Say hello and wave goodbye…

Is the outro of David Grays album White Ladder, released on 27th November 1998. I was born 6 days later and the album rung out through my childhood, and summers spent on the South West coast. I decided to return to Devon and take it for all it’s seasons in January of this year.

A hobby that ripened in the early days of my arrival, and has since somewhat subsided, was making rounds of local charity shops. Given the seasonal second-home nature of the town I now live, January provided slim pickings (but I was persistent). In contrast to that of East London, I noted a sluggishness to the stock rotation and a drastic increase in the Per Una to non-Per Una ratio.

Following a recent knee jerk deletion of Spotify and need for a car in this neck of the woods – reflective noise discs have gratefully rolled into my life. I have found solace in the CD section of charity shops, along with joy in my raspy throat as I drive home and movement in my feet as they explore new corners of a track and the kitchen. I have dicerned the best second-hand stores for CD’s, to be those in aid of animals – especially and funnily donkeys. They tend to reside in unassuming locations and are less savvy on price (CD’s that is). It is from said archetype that I salvaged a ripped copy of White Ladder, sandwiched repugnantly between Take That and Celine Dion.

For the price of 50p, the way the cover art had been printed out and cut wonkily, along with similarly-crafted CD spine and track list – there was no doubt in my mind that I would be leaving without this plastic box of goodness. But with a £2 minimum spend and a now honed frugal approach to charity shopping, I appologetically tucked him back behind Celine and moved at an appropriate pace to the nearest cash machine.

David Gray produced this album in his Stoke Newington bedroom, a stones throw from my prior home for almost 3 years. You can especially hear the DIY nature of his production in the track Babylon, where there is the audible sound of a car driving past. David talks of the imagry in this album being what my life was like – a young person in London, going out all the time and getting a little bit lost”. He talks of how the album was “speaking to myself. I was in my late 20s, had lost my youthful momentum and was looking at myself.”.

This album has been fleshed out to me with the the experience of early-adulthood. Having grown up with it’s folky clubby simmerings in the backdrop, it holds a voice likened to that of an older family member, that I have now reached the age to hold conversation with. These layers of shared experience call to me and I have been climbing the lengths of this album for the past week – I am yet unable to bore.
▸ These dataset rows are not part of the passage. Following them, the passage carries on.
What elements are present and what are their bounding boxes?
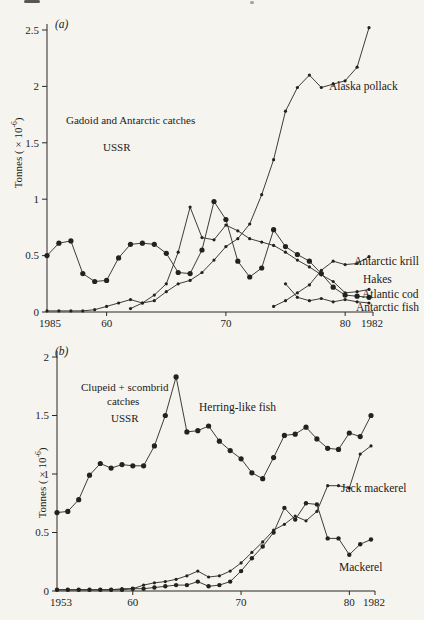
y-tick-label: 1 [34,193,40,205]
data-point [109,466,114,471]
x-tick-label: 70 [220,317,232,329]
data-point [217,583,221,587]
data-point [314,436,319,441]
data-point [296,259,299,262]
data-point [104,278,109,283]
data-point [152,585,156,589]
data-point [260,241,263,244]
data-point [359,453,362,456]
panel-a-plot: 00.511.522.560708019851982 [25,24,383,329]
y-axis-label-exponent: -6 [10,121,19,127]
x-tick-label: 80 [340,317,352,329]
data-point [283,523,286,526]
panel-a-annotation-title: Gadoid and Antarctic catches [66,114,195,126]
data-point [293,432,298,437]
data-point [326,536,330,540]
data-point [261,540,264,543]
data-point [320,297,323,300]
y-tick-label: 0.5 [35,526,49,538]
data-point [185,574,188,577]
data-point [218,574,221,577]
data-point [295,252,300,257]
data-point [303,425,308,430]
data-point [117,301,120,304]
data-point [109,588,113,592]
data-point [116,255,121,260]
data-point [250,551,253,554]
series-label-atlantic-cod: Atlantic cod [362,288,419,300]
data-point [240,561,243,564]
series-line [47,28,369,311]
data-point [189,279,192,282]
data-point [223,217,228,222]
y-tick-label: 0.5 [25,249,39,261]
panel-a-label: (a) [55,18,68,30]
series-line [131,207,370,309]
y-axis-label-close: ) [12,118,24,122]
data-point [76,497,81,502]
data-point [356,290,359,293]
data-point [163,584,167,588]
data-point [228,448,233,453]
data-point [120,588,124,592]
data-point [65,509,70,514]
data-point [236,237,239,240]
data-point [344,263,347,266]
data-point [308,283,311,286]
data-point [320,86,323,89]
data-point [228,579,232,583]
data-point [336,447,341,452]
data-point [55,588,59,592]
data-point [56,241,61,246]
data-point [217,439,222,444]
data-point [358,542,362,546]
data-point [98,461,103,466]
data-point [142,584,145,587]
data-point [272,158,275,161]
data-point [283,244,288,249]
data-point [119,462,124,467]
data-point [325,446,330,451]
data-point [93,308,96,311]
data-point [105,305,108,308]
data-point [196,570,199,573]
data-point [68,238,73,243]
data-point [224,245,227,248]
data-point [261,544,265,548]
data-point [344,298,347,301]
data-point [315,510,318,513]
data-point [87,473,92,478]
data-point [77,588,81,592]
data-point [293,517,297,521]
x-last-label: 1982 [361,317,383,329]
data-point [369,537,373,541]
data-point [284,251,287,254]
data-point [92,279,97,284]
data-point [188,271,193,276]
data-point [308,265,311,268]
series-label-antarctic-krill: Antarctic krill [354,255,419,267]
data-point [284,282,287,285]
x-tick-label: 60 [127,596,139,608]
data-point [54,510,59,515]
data-point [271,530,275,534]
series-label-mackerel: Mackerel [339,561,382,573]
panel-b-annotation-title: Clupeid + scombrid [81,381,168,393]
data-point [189,206,192,209]
data-point [307,259,312,264]
data-point [212,259,215,262]
data-point [337,484,340,487]
data-point [140,241,145,246]
series-label-hakes: Hakes [363,273,392,285]
x-tick-label: 60 [101,317,113,329]
data-point [369,444,372,447]
data-point [175,578,178,581]
data-point [235,259,240,264]
series-label-antarctic-fish: Antarctic fish [356,301,419,313]
y-axis-label-text: Tonnes ( × 10 [12,128,24,189]
data-point [271,455,276,460]
data-point [282,506,286,510]
data-point [332,280,335,283]
data-point [284,110,287,113]
data-point [165,290,168,293]
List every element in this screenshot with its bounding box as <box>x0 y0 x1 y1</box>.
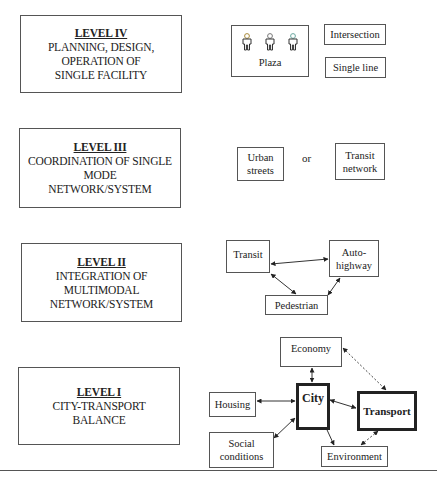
social-conditions-line-1: Social <box>228 437 254 450</box>
housing-node: Housing <box>209 392 256 417</box>
city-node: City <box>296 383 330 430</box>
housing-label: Housing <box>215 398 251 411</box>
transport-label: Transport <box>363 405 410 417</box>
social-conditions-line-2: conditions <box>220 450 264 463</box>
transport-node: Transport <box>357 391 417 431</box>
bottom-rule <box>0 470 437 471</box>
economy-node: Economy <box>280 337 342 367</box>
economy-label: Economy <box>291 342 331 355</box>
city-social-link <box>274 418 295 438</box>
environment-node: Environment <box>321 446 388 467</box>
city-transport-link <box>330 400 356 408</box>
economy-transport-link <box>343 348 386 390</box>
city-label: City <box>302 391 324 406</box>
social-conditions-node: Social conditions <box>209 432 274 468</box>
transport-environment-link <box>361 431 378 445</box>
environment-label: Environment <box>327 450 382 463</box>
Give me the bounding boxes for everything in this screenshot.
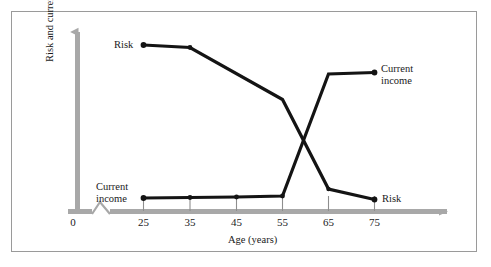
x-tick-label-65: 65 <box>314 216 344 228</box>
x-axis-title: Age (years) <box>228 234 277 246</box>
y-axis-title: Risk and current income <box>44 0 58 62</box>
series-label-current-income-left: Current income <box>96 181 128 205</box>
data-point-risk-65 <box>326 187 330 191</box>
data-point-risk-35 <box>188 45 193 50</box>
data-point-income-35 <box>188 195 193 200</box>
x-tick-label-35: 35 <box>175 216 205 228</box>
data-point-income-45 <box>234 195 239 200</box>
x-tick-label-25: 25 <box>129 216 159 228</box>
series-risk <box>141 42 378 202</box>
data-point-income-25 <box>141 195 147 201</box>
x-tick-label-75: 75 <box>360 216 390 228</box>
data-point-risk-25 <box>141 42 147 48</box>
series-label-current-income-right-line2: income <box>381 75 412 86</box>
series-label-current-income-right: Current income <box>381 63 413 87</box>
data-point-income-75 <box>372 70 378 76</box>
data-point-income-55 <box>280 194 285 199</box>
series-label-risk-left: Risk <box>114 39 133 51</box>
x-axis-origin-label: 0 <box>63 216 83 228</box>
x-tick-label-45: 45 <box>222 216 252 228</box>
series-label-current-income-left-line1: Current <box>96 181 128 192</box>
x-tick-label-55: 55 <box>268 216 298 228</box>
series-label-current-income-left-line2: income <box>96 193 127 204</box>
series-current-income <box>141 70 378 201</box>
series-label-risk-right: Risk <box>382 193 401 205</box>
data-point-risk-75 <box>372 197 378 203</box>
chart-figure: Risk and current income 0 25 35 45 55 65… <box>0 0 491 267</box>
series-label-current-income-right-line1: Current <box>381 63 413 74</box>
The final track, the title of this post, is 9 minutes long. Leaving you with the longing calls to delay an inevitable end, with fading whisps of “We were born before the wind. Who were we to understand?”. A friend who I recently said goodbye to, texted me after to say “I feel like my goodbyes are always a bit climatic for the experiences we share”. My dyslexic brain read this as ‘anti-climatic‘ instead of ‘climatic‘ and was mildly confused. Our affectionate farewells always felt like a solacing gossamer to me. Now reading back I understand and wonder what elements they felt we were weathering.

With any uprooting and untethering, like a seedling we experience some level of transplant shock and require a short dormancy period before we can re-establish ourselves in new ground. But I think my probation is almost over and I am excited to start my tenure here.

I have found anchorage in the writings of Patrick Laurie, a renaissance with brit-pop, on phone calls to loved ones and the seeking out new ones. I find comfort in conversations overheard or engaged with over shop countertops or across pavements. Feeling proud of the markings on my hands and the new ways I am learning to use them. Old friends and family are due to visit in the weeks ahead, as the weather warms. I intend to consolidate my abundant stock before I wave in the next new thing.